If you’re renting a flat, working with a single windowsill, or wondering whether someone in your situation is even allowed to call this homesteading — this page is for you.

The short answer: yes. Homesteading is not a property type. It’s a set of skills and habits that move you toward producing more of what you consume, wasting less, and depending on the industrial supply chain a little less than you did before. None of that requires a hectare of land. Most of it doesn’t even require a backyard.


You Don’t Need What You Think You Need

The version of homesteading most people picture — the rural property, the large vegetable plot, the well-stocked pantry — is real. But it’s not where anyone starts, and it’s not what this site is about.

What you actually need to begin: a windowsill that gets decent light, a few dollars for seeds, and a jar or a pot. That’s it. Everything else is optional and can come later, with money you’ve actually got.

If you rent — and most people reading this do — there are specific approaches designed for your situation. No landlord permission required for most of them. No permanent changes to the property. Read more about homesteading for renters.

If you’re in an apartment, that’s not a barrier. It’s a different starting point. Homesteading in an apartment.


Where to Start

Pick one thing. Whichever fits your space right now.

You have a windowsill

Growing herbs indoors is the most reliable first move for most people. Basil, mint, chives, parsley — these grow in small pots on a sun-facing windowsill, cost almost nothing to start, and produce something you’d otherwise buy every week. It’s a genuine return on a very small investment. How to grow herbs indoors.

You want results fast

Microgreens grow in a shallow tray on any flat surface. No outdoor space, no deep soil, ready to eat in about two weeks. One of the most beginner-proof things you can grow. How to grow microgreens at home.

You have a balcony or any outdoor access at all

A balcony opens up a lot — tomatoes, lettuce, beans, and most herbs do well in containers. You don’t need raised beds or a dedicated plot. You need containers, decent soil, and a source of light. Balcony vegetable gardening for beginners.

You want to deal with food waste

Composting in an apartment is possible, and it changes how you think about the whole system. Bokashi setups and vermicomposting both work in small indoor spaces without outdoor access. How to compost in an apartment.

One thing worth knowing before you begin: you can regrow green onions from their root ends in a glass of water on any surface. No soil, no cost, no space required. It won’t feed you — but it’s a useful thing to understand about how this all works.


What’s on This Site

Growing food — herbs, microgreens, vegetables in containers, and progressively more ambitious setups as your skills and space allow. The focus is always on what’s achievable in the space you actually have.

Reducing waste — composting, food preservation, and making things last longer. Fermentation fits here — sauerkraut, pickles, and other preserved foods are some of the most practical skills in the homesteading toolkit, and most of them require nothing more than a jar and a kitchen bench.

Skills — practical techniques that reduce how much you need to buy ready-made. These take time to build. That’s normal.

Thinking and planning — how to approach self-sufficiency as a direction rather than a destination. You’re not trying to become fully independent. You’re trying to shift the balance, slowly and deliberately, toward producing more than you did last month.

For a full picture of what urban homesteading looks like in practice, the beginner overview covers the whole landscape. Urban homesteading for beginners.


Your Next Step

If you’re not sure where to begin, the Free Beginner Homesteader Checklist gives you a clear starting point: what to do first, what to skip for now, and how to build from there without overcommitting.

Get the Free Checklist — no spam, unsubscribe any time

Or skip straight to the herbs guide. It’s the right first move for most people in most spaces. How to grow herbs indoors.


* Exercise requirements *
Please give the number of lines in the records below that include "swatch", with no other output.

____ Provided records

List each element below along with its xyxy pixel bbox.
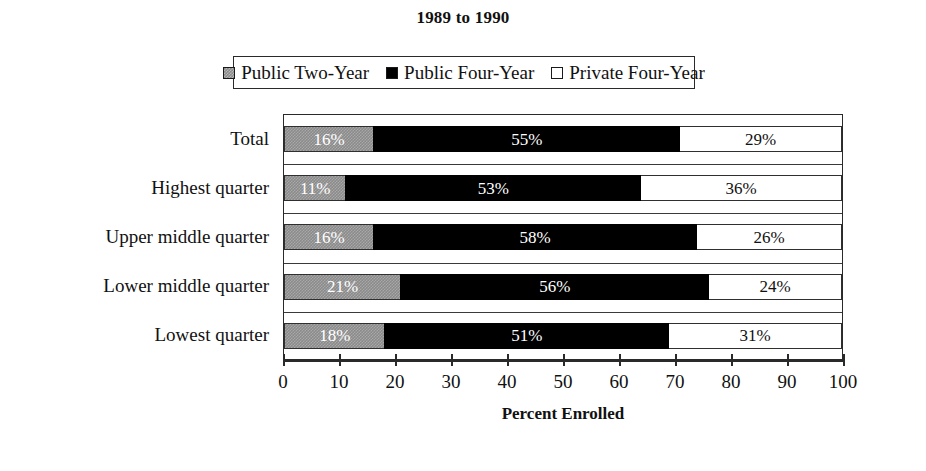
plot-area: 16%55%29%11%53%36%16%58%26%21%56%24%18%5… [283,114,843,360]
y-axis-label-total: Total [230,114,269,163]
x-axis-tick-label: 60 [610,371,629,393]
x-axis-tick [619,354,621,366]
bar-segment-public-two-year: 11% [284,175,345,201]
bar-segment-public-four-year: 55% [373,126,680,152]
bar-value-label: 11% [300,180,331,197]
bar-value-label: 53% [478,180,509,197]
x-axis-tick [451,354,453,366]
bar-value-label: 21% [327,278,358,295]
chart-title: 1989 to 1990 [0,8,926,28]
legend-label: Public Two-Year [241,63,369,82]
x-axis-tick-label: 90 [778,371,797,393]
legend-swatch-black-icon [386,67,398,79]
legend-item-public-two-year: Public Two-Year [223,63,369,82]
x-axis-tick [283,354,285,366]
bar-value-label: 16% [314,131,345,148]
x-axis-tick [731,354,733,366]
y-axis-category-labels: TotalHighest quarterUpper middle quarter… [20,114,276,360]
x-axis-tick [787,354,789,366]
stacked-bar: 11%53%36% [284,175,842,201]
stacked-bar: 16%55%29% [284,126,842,152]
stacked-bar: 18%51%31% [284,323,842,349]
legend-swatch-gray-icon [223,67,235,79]
y-axis-label-lowest-quarter: Lowest quarter [155,311,269,360]
bar-segment-private-four-year: 24% [709,274,842,300]
x-axis-tick-label: 30 [442,371,461,393]
bar-segment-private-four-year: 31% [669,323,842,349]
bar-value-label: 55% [511,131,542,148]
stacked-bar: 16%58%26% [284,224,842,250]
bar-segment-public-two-year: 16% [284,224,373,250]
bar-value-label: 29% [745,131,776,148]
x-axis-tick-label: 70 [666,371,685,393]
x-axis-tick [563,354,565,366]
x-axis-tick-label: 80 [722,371,741,393]
bar-segment-private-four-year: 36% [641,175,842,201]
bar-value-label: 18% [319,327,350,344]
bar-segment-public-four-year: 58% [373,224,697,250]
bar-value-label: 56% [539,278,570,295]
bar-segment-public-four-year: 51% [384,323,669,349]
x-axis-tick-label: 20 [386,371,405,393]
bar-segment-public-two-year: 18% [284,323,384,349]
bar-value-label: 24% [760,278,791,295]
y-axis-label-lower-middle-quarter: Lower middle quarter [103,262,269,311]
x-axis: 0102030405060708090100 [283,360,843,406]
y-axis-label-upper-middle-quarter: Upper middle quarter [105,212,269,261]
bar-segment-public-two-year: 21% [284,274,400,300]
x-axis-tick [339,354,341,366]
bar-value-label: 36% [725,180,756,197]
legend-label: Private Four-Year [569,63,704,82]
bar-value-label: 31% [739,327,770,344]
bar-segment-public-four-year: 53% [345,175,641,201]
bar-row: 16%55%29% [284,115,842,164]
chart-legend: Public Two-Year Public Four-Year Private… [233,56,695,89]
x-axis-tick [675,354,677,366]
legend-item-private-four-year: Private Four-Year [551,63,704,82]
bar-row: 16%58%26% [284,213,842,262]
bar-row: 11%53%36% [284,164,842,213]
bar-value-label: 58% [520,229,551,246]
bar-segment-public-four-year: 56% [400,274,709,300]
y-axis-label-highest-quarter: Highest quarter [151,163,269,212]
x-axis-tick-label: 0 [278,371,288,393]
x-axis-tick-label: 100 [829,371,858,393]
bar-value-label: 26% [753,229,784,246]
bar-segment-public-two-year: 16% [284,126,373,152]
legend-item-public-four-year: Public Four-Year [386,63,534,82]
x-axis-tick-label: 10 [330,371,349,393]
x-axis-tick [507,354,509,366]
x-axis-tick-label: 40 [498,371,517,393]
bar-value-label: 16% [314,229,345,246]
bar-value-label: 51% [511,327,542,344]
bar-row: 21%56%24% [284,263,842,312]
x-axis-tick-label: 50 [554,371,573,393]
bar-segment-private-four-year: 29% [680,126,842,152]
x-axis-tick [843,354,845,366]
legend-swatch-white-icon [551,67,563,79]
bar-segment-private-four-year: 26% [697,224,842,250]
stacked-bar: 21%56%24% [284,274,842,300]
x-axis-title: Percent Enrolled [283,404,843,424]
x-axis-tick [395,354,397,366]
legend-label: Public Four-Year [404,63,534,82]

________

* Result *
3